Today, Lopez is working on Beto, another collector. He dips the needle in ink, draws a fine, threadlike line on Beto’s arm, wipes and draws again: an eyelash, the tiniest crease in a full lip, the small round beads of a bracelet, a few loose hairs. His brother Gustavo, who has been going to the shop and apprenticing since he was a kid, and two other apprentices, look on. It’s a hypnotic process to watch. With a careful, freehand stroke, he adds dimension to a lip, an eyelid, a fingernail.
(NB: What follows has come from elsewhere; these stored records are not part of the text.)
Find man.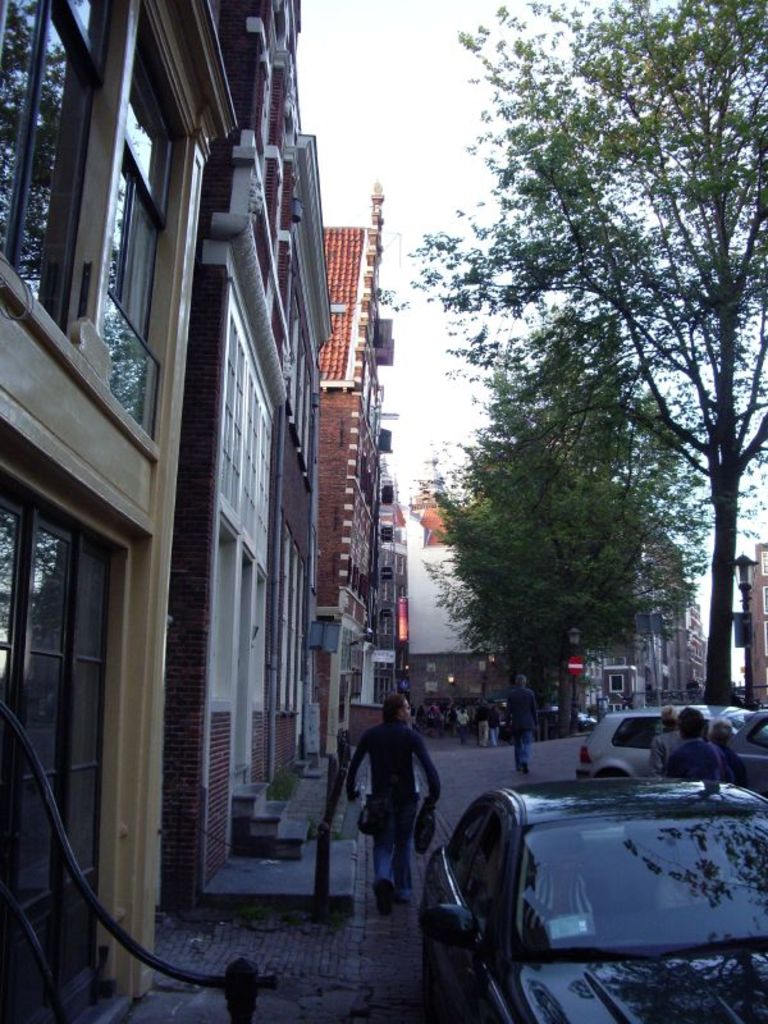
<box>649,704,686,780</box>.
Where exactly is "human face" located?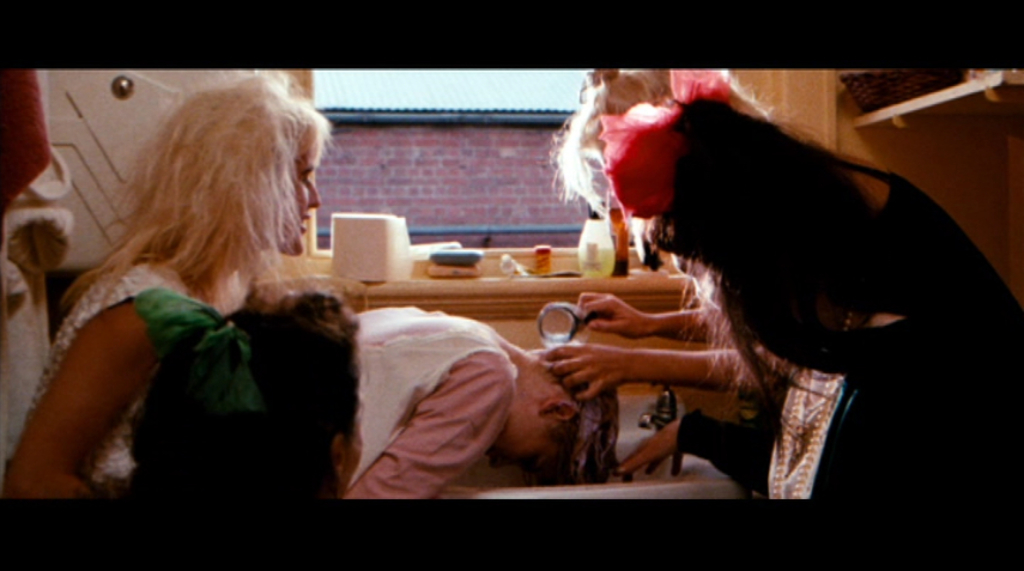
Its bounding box is left=278, top=141, right=321, bottom=259.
Lopez is relaxed and chatty, oscillating between cracking a joke to seconds-long intervals of intense concentration. “He doesn’t just take a drawing and slap it on skin,” says Adam Vu, an art student at Cal State Fullerton who is apprenticing at the shop. “To turn it into a painting on an arm is something else. The thing that separates these guys from other black-and-gray artists is the softness—it’s exactly how you’d want an oil painting to look.”

A running joke at the shop is the ubiquitous question Lopez is inevitably asked by onlookers or aspiring artists who are awestruck by his work. “There were once some guys here from Australia . . . and they kept asking him, ‘What’s your secret? What’s your secret?’” Rios repeats, laughing.
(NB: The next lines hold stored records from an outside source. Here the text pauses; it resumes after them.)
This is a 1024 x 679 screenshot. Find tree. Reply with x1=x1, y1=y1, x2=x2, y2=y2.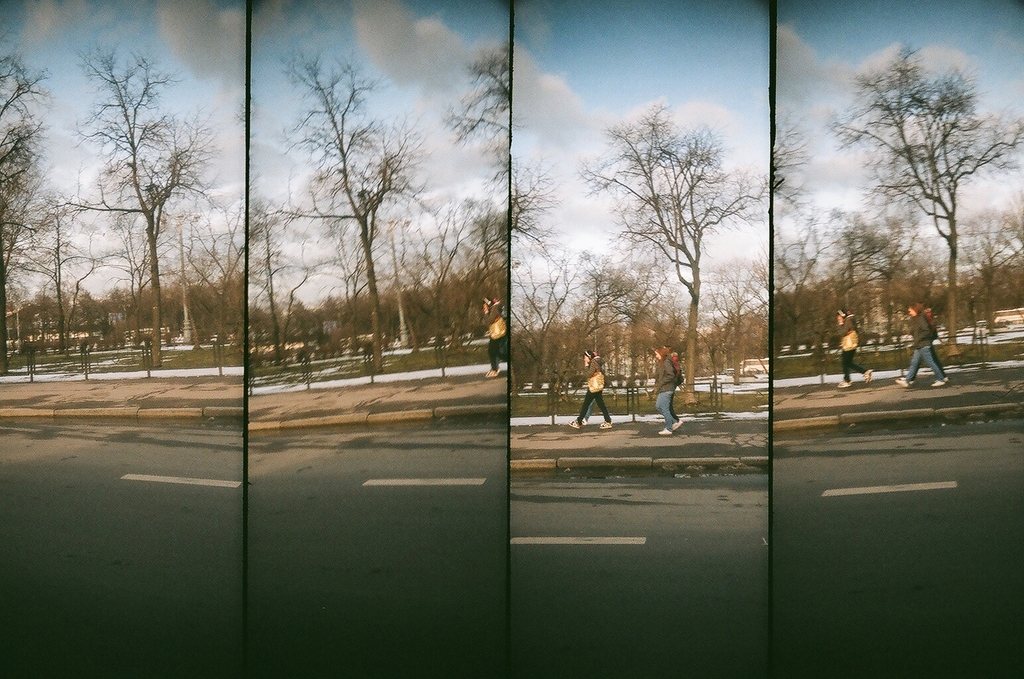
x1=432, y1=35, x2=501, y2=346.
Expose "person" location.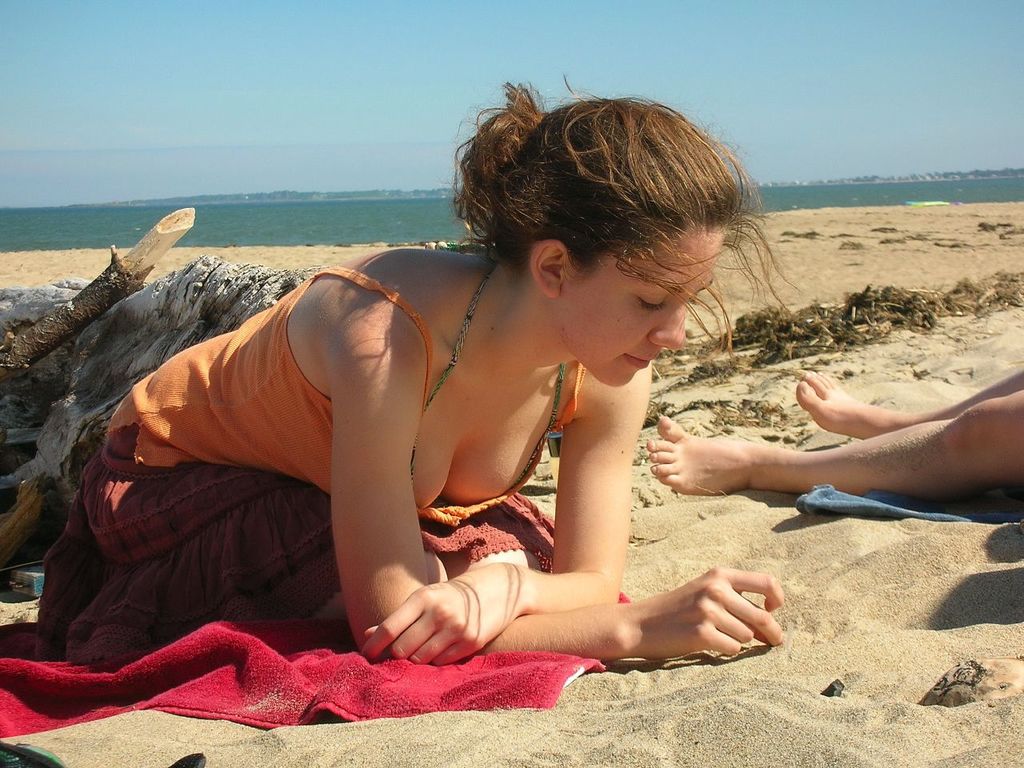
Exposed at bbox=(643, 368, 1023, 498).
The only secret in Lopez’s book is hard work, a lot of patience and humility—the things that got him to a stable place where he feels he’s growing as an artist.

“In my case, what made me become so dedicated and spend so much time with it was being in a wheelchair. If I wasn’t in a wheelchair, I probably would not be as patient,” he says. “Other people start to mimic tattoos, and by mimicking, you get better. Someone influenced me, and I’m going to influence someone else. If there was no one else better than us, we would never better ourselves.”